This is how brainwashing works.
There’s one aspect of indoctrination that people commonly understand, and one aspect that they mostly miss. The first aspect is repetition and relentlessness. The person or institution doing the brainwashing makes sure that you hear their central messages over and over and over again, every day or even every hour (repetition), while also working hard to keep you from ever hearing alternate viewpoints (relentlessness), especially ones that might support or confirm your independent thinking, your sense of what’s real.
But the second aspect, just as central to how brainwashing works, is mistreatment. When someone is being indoctrinated, they’re not just subjected to constant lies, they also get traumatized, typically through tactics such as deprivation of food, water, sleep, and movement, brutal verbal abuse, scary threats to self or loved ones, and physical or sexual assault. This trauma tears down our defenses and makes us much more vulnerable to the lies; without the trauma, we would mostly see through the lies and reject them.
Survivors of abuse sometimes get criticized for having believed the lies told by a cruel parent or partner; judgmental people may say, for example, “Why would you believe someone who was so abusive to you?” At times this is also a voice inside the abuse survivor’s own head.
But it’s precisely because of the abuse that the lies get so powerful and so successful. If the abusive person weren’t messing so badly with your emotions, you’d notice that they were messing with your mind, and you’d be able to keep your clarity. Try to stop blaming yourself for having believed.
Thank you Lundy. When I read this it brings back memories of how long and slow the brainwashing process is and then the misunderstanding of friends and relatives who unknowingly continue to revictimize the person who has left their abuser by asking questions like “why didn’t you leave?” The journey to healing after abuse can be more difficult, lonely and confusing than the actual abuse.
Thank you. For the permission to give myself grace. For clarifying why I could have stayed so long (being traumatized calculatedly). The mistreatment. Every. Day. I’ve been divorced for almost 5 years and his mistreatment is limited, yet he uses the children. His indoctrination seeps through my kids, especially when they return from their 30 day visitation with him. This helps remind me that I can do this.
Liz, we all need to hear over and over again, “you can do this.” Winston Churchill once said, “if you are going through hell, keep going.” God speed!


Everything from the line containing "locate the bounding" through the last line of the data below should be given again exactly, both end lines included and nothing more.

* _Records supplied_:
▽
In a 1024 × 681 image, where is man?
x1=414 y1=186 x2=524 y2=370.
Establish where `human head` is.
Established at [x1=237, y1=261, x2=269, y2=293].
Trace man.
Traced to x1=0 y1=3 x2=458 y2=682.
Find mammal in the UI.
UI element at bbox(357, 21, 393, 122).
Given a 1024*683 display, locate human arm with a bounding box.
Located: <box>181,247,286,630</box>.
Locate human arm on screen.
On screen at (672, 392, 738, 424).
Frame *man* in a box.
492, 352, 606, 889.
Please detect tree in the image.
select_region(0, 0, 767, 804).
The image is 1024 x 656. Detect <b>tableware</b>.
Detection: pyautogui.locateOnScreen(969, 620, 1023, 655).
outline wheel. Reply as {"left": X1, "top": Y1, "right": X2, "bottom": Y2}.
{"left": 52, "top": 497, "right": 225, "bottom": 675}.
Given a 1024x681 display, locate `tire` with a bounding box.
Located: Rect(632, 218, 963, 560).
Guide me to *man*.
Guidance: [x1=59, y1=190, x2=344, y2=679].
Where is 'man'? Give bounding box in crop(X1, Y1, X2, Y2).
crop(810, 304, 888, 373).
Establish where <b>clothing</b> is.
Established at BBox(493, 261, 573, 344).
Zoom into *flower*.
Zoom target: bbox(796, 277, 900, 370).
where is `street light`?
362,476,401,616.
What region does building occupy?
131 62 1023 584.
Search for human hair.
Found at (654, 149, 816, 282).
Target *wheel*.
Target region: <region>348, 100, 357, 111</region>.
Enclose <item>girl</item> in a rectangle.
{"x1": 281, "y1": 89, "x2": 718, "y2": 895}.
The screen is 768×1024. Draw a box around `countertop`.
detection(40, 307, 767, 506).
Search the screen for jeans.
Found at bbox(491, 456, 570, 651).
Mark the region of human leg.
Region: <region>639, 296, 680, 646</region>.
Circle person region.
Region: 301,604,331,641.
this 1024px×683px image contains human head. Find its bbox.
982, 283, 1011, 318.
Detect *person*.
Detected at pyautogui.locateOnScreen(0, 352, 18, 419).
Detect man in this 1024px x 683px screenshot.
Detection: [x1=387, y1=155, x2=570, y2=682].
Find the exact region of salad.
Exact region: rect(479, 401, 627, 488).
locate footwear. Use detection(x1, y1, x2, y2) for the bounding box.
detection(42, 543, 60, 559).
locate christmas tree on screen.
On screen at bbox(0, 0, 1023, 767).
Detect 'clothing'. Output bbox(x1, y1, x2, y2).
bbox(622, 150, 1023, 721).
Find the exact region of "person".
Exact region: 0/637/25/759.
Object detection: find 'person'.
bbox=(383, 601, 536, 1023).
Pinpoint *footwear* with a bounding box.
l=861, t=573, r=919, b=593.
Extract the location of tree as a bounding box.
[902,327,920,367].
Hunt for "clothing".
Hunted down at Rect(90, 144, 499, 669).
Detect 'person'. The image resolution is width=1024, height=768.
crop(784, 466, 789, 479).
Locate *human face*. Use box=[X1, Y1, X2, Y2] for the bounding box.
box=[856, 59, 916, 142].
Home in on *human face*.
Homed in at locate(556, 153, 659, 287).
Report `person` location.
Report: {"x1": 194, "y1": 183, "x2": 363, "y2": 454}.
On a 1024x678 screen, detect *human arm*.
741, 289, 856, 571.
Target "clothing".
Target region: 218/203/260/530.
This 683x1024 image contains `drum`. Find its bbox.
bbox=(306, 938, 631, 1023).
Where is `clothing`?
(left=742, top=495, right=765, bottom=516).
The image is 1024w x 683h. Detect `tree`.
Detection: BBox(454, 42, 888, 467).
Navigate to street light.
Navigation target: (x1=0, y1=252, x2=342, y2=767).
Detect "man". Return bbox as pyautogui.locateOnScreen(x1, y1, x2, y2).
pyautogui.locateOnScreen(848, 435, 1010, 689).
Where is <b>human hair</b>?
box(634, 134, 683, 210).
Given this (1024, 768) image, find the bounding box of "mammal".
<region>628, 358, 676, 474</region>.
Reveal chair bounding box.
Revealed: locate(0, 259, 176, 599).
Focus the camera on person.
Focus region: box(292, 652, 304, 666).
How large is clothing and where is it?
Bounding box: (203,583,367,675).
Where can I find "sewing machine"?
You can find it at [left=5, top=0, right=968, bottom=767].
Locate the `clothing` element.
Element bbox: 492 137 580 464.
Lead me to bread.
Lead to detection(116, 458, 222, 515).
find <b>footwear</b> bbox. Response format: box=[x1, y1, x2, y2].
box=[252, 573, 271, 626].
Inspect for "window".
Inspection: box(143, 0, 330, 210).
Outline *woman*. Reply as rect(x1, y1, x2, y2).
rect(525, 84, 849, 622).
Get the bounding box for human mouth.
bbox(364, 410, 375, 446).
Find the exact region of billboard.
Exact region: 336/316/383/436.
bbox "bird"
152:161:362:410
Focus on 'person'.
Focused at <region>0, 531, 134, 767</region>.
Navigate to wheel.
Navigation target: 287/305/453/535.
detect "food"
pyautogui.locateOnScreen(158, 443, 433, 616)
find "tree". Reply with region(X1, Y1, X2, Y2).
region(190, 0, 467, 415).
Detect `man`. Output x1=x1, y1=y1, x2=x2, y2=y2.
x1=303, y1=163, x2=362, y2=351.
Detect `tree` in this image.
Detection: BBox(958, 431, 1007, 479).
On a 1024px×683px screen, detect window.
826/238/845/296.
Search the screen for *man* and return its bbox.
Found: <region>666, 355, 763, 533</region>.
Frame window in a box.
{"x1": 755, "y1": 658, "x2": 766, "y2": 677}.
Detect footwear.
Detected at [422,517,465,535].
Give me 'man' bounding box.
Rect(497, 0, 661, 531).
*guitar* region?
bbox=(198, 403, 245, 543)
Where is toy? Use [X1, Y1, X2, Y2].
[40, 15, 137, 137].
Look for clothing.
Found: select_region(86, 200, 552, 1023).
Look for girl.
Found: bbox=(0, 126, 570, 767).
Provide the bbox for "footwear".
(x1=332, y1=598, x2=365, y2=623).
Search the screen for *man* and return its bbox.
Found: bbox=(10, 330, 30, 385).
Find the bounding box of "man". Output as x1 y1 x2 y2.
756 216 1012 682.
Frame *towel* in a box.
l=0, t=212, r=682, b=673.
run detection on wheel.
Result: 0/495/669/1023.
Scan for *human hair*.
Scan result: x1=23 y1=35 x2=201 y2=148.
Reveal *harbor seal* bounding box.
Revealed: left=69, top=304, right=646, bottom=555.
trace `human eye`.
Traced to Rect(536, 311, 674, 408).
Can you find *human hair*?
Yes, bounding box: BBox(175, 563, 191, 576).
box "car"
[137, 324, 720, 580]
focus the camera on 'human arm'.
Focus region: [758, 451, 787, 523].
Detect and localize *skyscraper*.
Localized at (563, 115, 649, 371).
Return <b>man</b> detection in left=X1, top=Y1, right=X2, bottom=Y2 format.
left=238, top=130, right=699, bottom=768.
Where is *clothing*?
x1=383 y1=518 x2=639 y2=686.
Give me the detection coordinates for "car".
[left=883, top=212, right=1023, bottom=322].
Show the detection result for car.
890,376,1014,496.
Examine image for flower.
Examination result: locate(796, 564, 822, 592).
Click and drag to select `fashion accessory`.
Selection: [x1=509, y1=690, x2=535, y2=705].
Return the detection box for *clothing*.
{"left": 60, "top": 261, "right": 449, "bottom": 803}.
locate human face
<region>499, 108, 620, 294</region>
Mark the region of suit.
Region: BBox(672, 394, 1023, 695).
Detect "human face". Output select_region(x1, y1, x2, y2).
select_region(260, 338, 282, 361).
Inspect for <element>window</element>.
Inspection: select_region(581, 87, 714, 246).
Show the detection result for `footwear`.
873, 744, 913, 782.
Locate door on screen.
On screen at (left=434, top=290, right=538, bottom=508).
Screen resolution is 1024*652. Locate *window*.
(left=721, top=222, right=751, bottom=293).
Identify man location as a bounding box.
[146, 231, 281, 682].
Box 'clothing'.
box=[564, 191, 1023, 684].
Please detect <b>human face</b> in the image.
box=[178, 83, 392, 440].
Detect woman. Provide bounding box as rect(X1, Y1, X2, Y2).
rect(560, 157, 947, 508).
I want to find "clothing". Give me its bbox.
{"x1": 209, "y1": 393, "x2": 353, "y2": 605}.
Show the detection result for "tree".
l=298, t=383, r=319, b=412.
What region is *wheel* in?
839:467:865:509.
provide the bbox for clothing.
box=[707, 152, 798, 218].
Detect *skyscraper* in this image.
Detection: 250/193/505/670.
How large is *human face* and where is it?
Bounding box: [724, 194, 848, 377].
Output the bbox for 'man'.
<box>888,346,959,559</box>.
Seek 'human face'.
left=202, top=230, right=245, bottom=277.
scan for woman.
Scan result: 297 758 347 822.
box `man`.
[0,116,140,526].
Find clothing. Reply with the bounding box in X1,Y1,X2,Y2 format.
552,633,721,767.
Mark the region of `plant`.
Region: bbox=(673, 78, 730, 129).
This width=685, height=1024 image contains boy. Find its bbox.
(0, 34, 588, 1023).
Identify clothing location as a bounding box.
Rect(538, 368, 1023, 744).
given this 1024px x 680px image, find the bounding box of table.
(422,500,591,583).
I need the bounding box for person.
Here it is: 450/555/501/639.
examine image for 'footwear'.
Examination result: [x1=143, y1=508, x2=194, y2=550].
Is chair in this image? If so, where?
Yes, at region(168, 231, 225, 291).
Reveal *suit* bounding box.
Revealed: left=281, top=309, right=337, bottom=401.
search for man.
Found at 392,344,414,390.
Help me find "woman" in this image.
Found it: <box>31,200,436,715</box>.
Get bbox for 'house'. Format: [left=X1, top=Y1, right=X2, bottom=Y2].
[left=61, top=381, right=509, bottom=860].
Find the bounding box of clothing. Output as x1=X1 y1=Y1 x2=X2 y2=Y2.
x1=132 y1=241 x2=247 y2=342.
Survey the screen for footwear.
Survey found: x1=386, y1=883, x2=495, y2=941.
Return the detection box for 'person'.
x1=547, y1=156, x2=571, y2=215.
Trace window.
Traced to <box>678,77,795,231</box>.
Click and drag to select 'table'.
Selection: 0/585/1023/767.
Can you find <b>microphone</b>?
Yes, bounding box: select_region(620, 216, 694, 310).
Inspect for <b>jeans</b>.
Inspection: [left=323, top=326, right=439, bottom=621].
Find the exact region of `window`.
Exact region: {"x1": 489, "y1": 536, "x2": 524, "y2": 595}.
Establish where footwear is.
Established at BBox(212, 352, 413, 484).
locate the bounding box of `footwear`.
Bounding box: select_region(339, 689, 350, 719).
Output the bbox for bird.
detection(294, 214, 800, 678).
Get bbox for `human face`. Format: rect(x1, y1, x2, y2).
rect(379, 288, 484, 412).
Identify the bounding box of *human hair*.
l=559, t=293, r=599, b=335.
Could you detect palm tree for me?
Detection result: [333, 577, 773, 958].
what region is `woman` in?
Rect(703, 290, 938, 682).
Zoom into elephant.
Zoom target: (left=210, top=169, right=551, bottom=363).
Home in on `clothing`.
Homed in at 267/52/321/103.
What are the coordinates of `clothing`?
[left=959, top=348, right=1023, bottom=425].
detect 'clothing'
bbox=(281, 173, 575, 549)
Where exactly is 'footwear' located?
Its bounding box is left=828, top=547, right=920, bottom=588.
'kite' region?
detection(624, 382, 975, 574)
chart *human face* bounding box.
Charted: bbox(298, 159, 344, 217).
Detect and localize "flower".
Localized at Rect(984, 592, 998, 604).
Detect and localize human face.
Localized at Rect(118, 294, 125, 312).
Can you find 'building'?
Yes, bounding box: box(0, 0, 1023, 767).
△
* _Exercise result_:
locate the bounding box of `footwear`.
Bounding box: select_region(339, 689, 350, 719).
Output the bbox for bird.
detection(294, 214, 800, 678).
Get bbox for `human face`. Format: rect(x1, y1, x2, y2).
rect(379, 288, 484, 412).
Identify the bounding box of *human hair*.
l=559, t=293, r=599, b=335.
Could you detect palm tree for me?
Detection result: [333, 577, 773, 958].
what region is `woman` in?
Rect(703, 290, 938, 682).
Zoom into elephant.
Zoom target: (left=210, top=169, right=551, bottom=363).
Home in on `clothing`.
Homed in at 267/52/321/103.
What are the coordinates of `clothing`?
[left=959, top=348, right=1023, bottom=425].
detect 'clothing'
bbox=(281, 173, 575, 549)
Where exactly is 'footwear' located?
Its bounding box is left=828, top=547, right=920, bottom=588.
'kite' region?
detection(624, 382, 975, 574)
chart *human face* bounding box.
Charted: bbox(298, 159, 344, 217).
Detect and localize "flower".
Localized at Rect(984, 592, 998, 604).
Detect and localize human face.
Localized at Rect(118, 294, 125, 312).
Can you find 'building'?
Yes, bounding box: box(0, 0, 1023, 767).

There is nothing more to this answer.